Accelerating Cosmologies with an Anisotropic Equation of State
Tomi Koivisto, David F. Mota
TL;DR
The paper investigates cosmologies with an anisotropic dark energy equation of state in a Bianchi type I background, parameterized by the equation of state $w$ and skewness parameters $(\delta,\gamma)$ with possible coupling $Q$ to matter. It analyzes the resulting dynamical system, identifies late-time attractors including isotropic and anisotropic accelerating solutions, and develops a vector-field realization as a proof of concept. It then derives observational signatures in the CMB quadrupole via the background anisotropy and in the SNIa luminosity-distance relation, highlighting tight quadrupole constraints and potential degeneracies with time-varying skewness. The work shows that anisotropic dark energy can be cosmologically viable, may explain some CMB anomalies, and provides concrete predictions for future SNIa surveys to differentiate between isotropic and anisotropic late-time expansion.
Abstract
If the dark energy equation of state is anisotropic, the expansion rate of the universe becomes direction-dependent at late times. We show that such models are not only cosmologically viable but that they could explain some of the observed anomalies in the CMB, and shed some light into the coincidence problem. The possible anisotropy can then be constrained by studying its effects on the luminosity distance-redshift relation inferred from several observations. A vector field action for dark energy is also presented as an example of such possibility.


Problem description -
Copy out every line from the records that includes "rating".

Dataset entries -
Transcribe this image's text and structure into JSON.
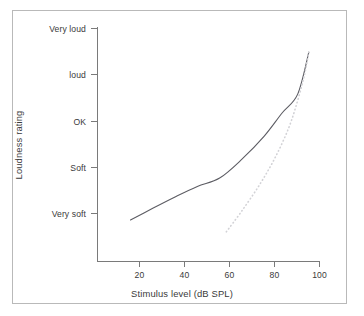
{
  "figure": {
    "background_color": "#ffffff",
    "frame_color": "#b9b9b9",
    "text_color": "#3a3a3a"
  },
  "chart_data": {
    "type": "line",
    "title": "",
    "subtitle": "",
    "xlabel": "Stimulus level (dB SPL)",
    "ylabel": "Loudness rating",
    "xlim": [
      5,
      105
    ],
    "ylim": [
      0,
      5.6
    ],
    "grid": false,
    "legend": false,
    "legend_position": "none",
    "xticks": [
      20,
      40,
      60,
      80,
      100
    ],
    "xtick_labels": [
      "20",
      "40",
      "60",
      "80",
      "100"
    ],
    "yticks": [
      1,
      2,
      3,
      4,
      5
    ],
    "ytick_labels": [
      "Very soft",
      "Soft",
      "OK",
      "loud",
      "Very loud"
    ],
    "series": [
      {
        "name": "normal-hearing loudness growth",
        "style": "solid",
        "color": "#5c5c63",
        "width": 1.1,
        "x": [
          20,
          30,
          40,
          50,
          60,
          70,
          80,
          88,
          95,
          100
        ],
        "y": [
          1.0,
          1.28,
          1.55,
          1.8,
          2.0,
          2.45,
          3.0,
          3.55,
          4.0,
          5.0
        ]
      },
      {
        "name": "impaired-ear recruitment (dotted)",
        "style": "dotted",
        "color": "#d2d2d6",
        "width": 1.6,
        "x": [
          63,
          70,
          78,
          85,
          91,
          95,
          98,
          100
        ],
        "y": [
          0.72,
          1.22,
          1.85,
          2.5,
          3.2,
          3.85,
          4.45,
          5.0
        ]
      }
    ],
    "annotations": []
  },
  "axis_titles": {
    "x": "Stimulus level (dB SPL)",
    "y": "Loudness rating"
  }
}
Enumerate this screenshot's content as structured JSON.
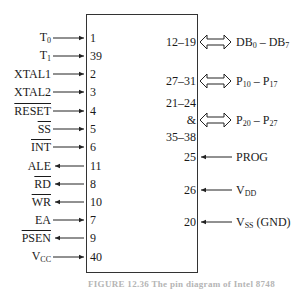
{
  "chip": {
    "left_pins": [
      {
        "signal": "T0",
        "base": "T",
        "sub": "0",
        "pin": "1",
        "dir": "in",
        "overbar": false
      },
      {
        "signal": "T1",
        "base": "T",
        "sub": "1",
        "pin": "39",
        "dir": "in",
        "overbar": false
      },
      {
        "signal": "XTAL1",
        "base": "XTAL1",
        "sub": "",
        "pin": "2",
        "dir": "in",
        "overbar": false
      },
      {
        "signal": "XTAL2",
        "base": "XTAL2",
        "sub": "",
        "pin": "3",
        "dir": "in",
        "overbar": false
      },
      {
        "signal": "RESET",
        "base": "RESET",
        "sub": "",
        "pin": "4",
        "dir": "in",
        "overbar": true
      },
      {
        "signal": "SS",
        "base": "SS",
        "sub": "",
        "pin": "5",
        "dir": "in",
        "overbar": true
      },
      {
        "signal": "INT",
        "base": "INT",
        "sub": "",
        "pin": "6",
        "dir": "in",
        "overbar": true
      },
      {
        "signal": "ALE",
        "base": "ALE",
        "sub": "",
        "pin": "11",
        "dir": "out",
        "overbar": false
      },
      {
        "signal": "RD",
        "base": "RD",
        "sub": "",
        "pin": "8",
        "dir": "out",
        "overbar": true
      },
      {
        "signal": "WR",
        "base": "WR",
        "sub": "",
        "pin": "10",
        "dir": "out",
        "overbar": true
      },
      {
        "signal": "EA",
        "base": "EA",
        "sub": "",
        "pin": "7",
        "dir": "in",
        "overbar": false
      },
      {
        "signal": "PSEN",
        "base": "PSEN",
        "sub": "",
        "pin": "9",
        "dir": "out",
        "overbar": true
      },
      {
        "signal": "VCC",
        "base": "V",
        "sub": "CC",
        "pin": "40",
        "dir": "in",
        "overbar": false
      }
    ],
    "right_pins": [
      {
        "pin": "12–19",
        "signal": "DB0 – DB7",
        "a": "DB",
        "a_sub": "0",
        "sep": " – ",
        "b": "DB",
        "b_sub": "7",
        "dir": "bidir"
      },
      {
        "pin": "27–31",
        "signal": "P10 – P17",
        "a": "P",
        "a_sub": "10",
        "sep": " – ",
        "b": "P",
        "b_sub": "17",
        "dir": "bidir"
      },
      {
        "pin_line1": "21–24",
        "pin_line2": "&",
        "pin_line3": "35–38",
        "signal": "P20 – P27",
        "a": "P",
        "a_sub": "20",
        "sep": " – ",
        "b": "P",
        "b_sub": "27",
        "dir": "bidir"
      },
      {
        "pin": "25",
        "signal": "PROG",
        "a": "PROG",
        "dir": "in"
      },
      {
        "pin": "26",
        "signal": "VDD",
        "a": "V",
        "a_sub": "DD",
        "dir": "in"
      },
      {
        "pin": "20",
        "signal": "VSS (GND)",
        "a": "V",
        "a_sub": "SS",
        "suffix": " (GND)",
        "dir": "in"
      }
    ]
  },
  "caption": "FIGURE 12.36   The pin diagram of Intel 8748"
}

Task output -
    "ylabel": "Loudness rating",
    "y": "Loudness rating"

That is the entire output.